Sermons

Summary: Job experienced what we might call the "Perfect" storm of life... we can learn how to handle these times by looking to his example.

But what I want to share with you today is that it is RIGHT THERE… right there in the ‘smack dab middle’ of the storm… that is where we can learn some of life’s most important lessons… they became apparent for Job and they can for us as well.

A “perfect storm” of suffering may overwhelm you.

Now I believe I can confidently say that this “perfect storm” in Job’s life had totally overwhelmed him. In an amazingly brief period of time, enemies had attacked, his financial portfolio had been stripped and worst of all, his children had been killed. In the aftermath, his own health deteriorated to the point that he wanted to die.

But Job could NOT die, and to make matters worse, his wife and his friends had come to ‘comfort’ him and they had come to the conclusion that the entire thing had to be Job’s fault!

In their own ways, they all said “Confess your sin, Job, and maybe God will abandon His attack against you!” They told Job, “We know God to be fair, and just, and right. No matter how much you protest your innocence, Job, God simply cannot be wrong.
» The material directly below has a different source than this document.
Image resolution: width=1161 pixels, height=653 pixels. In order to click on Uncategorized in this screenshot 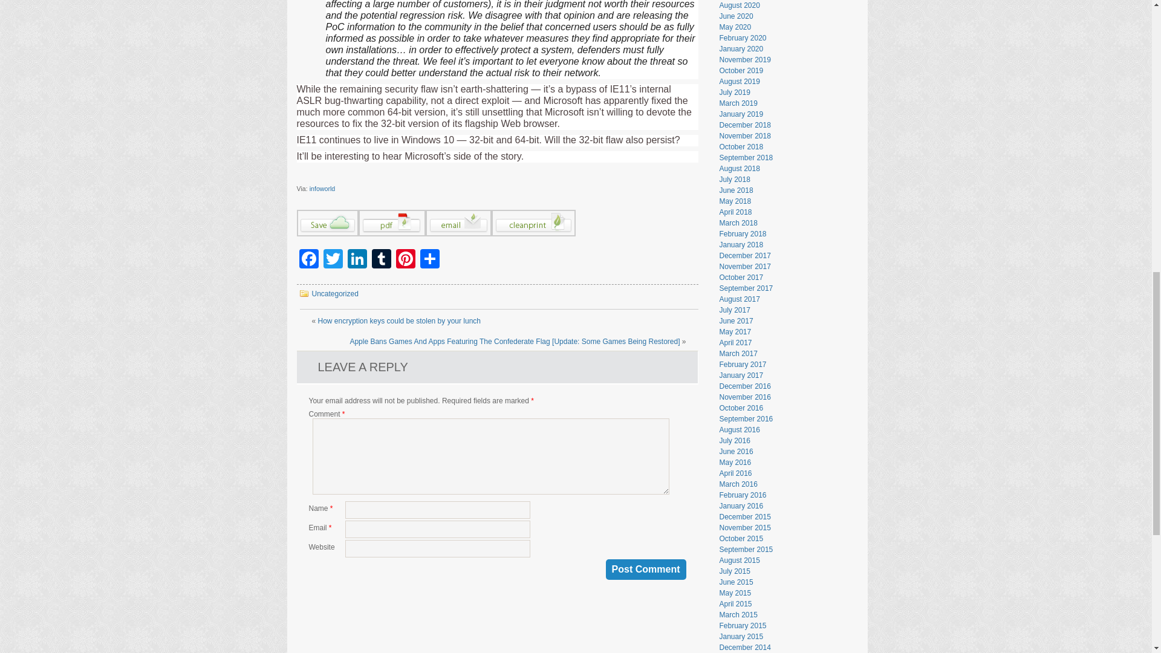, I will do `click(335, 294)`.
Come now … what did you do to deserve this?”

It was a perfect storm that sank Job to the depths of discouragement and depression as surely as the Andrea Gail sank to the bottom of the North Atlantic.

Haven’t you seen it? When the funerals start arriving for a family, they seem to come in bunches. A family that didn’t even know where the community funeral home was suddenly knows the back hallways and hidden rooms, the price of coffins and the way to organize a memorial service. After a rash of funerals, it numbs them. At times, the survivors wonder which one of them will be the next they remember in their season of death.

Or what of the health issues? A person who has known only the best of health slams into a troubling symptom as if he’d hit a truck on the highway. And the problems pile up behind him, bringing tests and surgeries and treatments and expensive medical bills and thoughts of giving up.

Financial pressures can do the same thing to a person, or a family. A job is lost, and bills are missed. The debts pile up, and a car – or a refrigerator – decides to quit, just when there is no money to pay for the repairs.

When the storm of financial worry builds to a peak, changes are made, attorneys consulted, letters written, and phone calls are avoided. It’s a little like dancing around the lightning bolts, unsure where the storm will strike next.

It is the kind of situation that only needs one more element before the perfect storm sinks the entire family in a wave of crushing financial pressure. If, in the midst of one kind of trouble another one develops, it can be absolutely overwhelming.

I want us to ALL understand that just because we are believers… we are NOT immune to such pressures. Like I said last week, we cannot simply sing our favorite hymn and wish the problems away.